Why AI drafts tend to sound stiff
Default AI writing optimizes for covering a topic thoroughly and hitting relevant keywords naturally, both genuinely useful for SEO, but it does this without a real point of view. The result reads like a summary of the topic rather than someone with actual opinions writing about it, which readers and increasingly search algorithms can both sense.
A process that keeps the SEO benefit and the human voice
- Start with a real outline built from actual search intent, what specific question is someone actually typing when they land on this topic, not just a generic subtopic list.
- Let AI draft section by section, not the whole piece at once. This gives you natural checkpoints to inject a real opinion or example before the piece drifts into generic territory.
- Add at least one specific, concrete detail per section that a generic AI draft wouldn't include on its own, a real number, a real example, a genuine disagreement with common advice on the topic.
- Read the final draft out loud. Sentences that sound stiff when read aloud almost always read as stiff on the page too.

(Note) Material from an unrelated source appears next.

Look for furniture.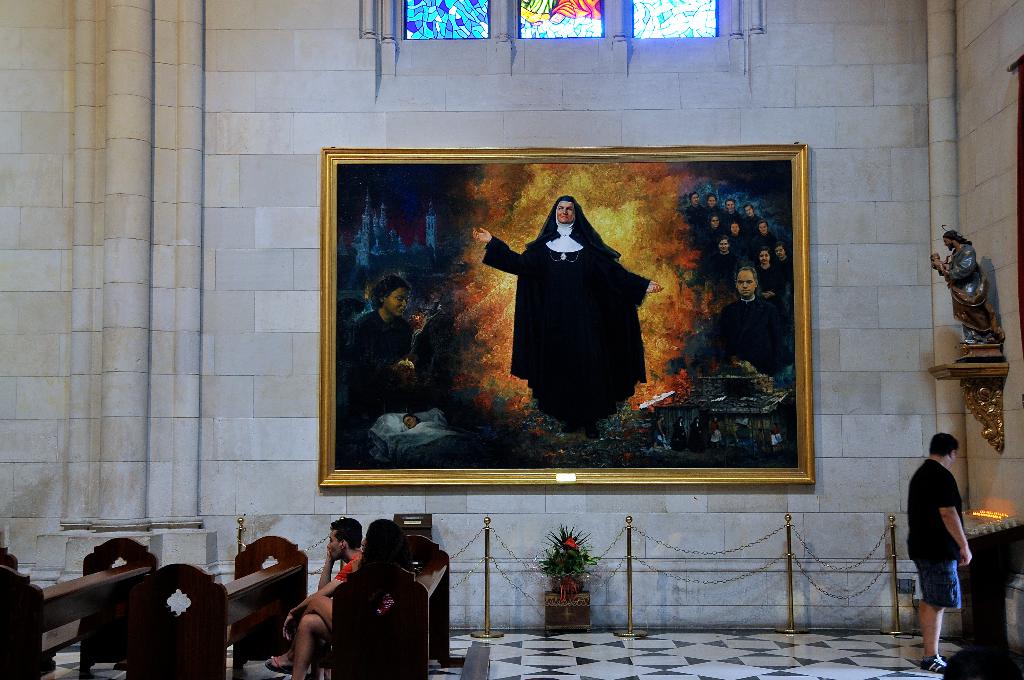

This single step catches more robotic-sounding phrasing than any other edit.
What actually matters for SEO beyond the writing itself
Search engines increasingly reward genuine expertise signals over keyword density alone: clear structure, direct answers to the actual question in the title, and content that doesn't need to be supplemented elsewhere to be useful. A well-structured, genuinely helpful post with lighter keyword use tends to outperform a keyword-dense post that reads as hollow.
The realistic time tradeoff
This process is slower than accepting a first AI draft wholesale. It's meaningfully faster than writing from a blank page, and it produces content that doesn't read as obviously AI-generated, which increasingly matters both for readers and for how content performs in search.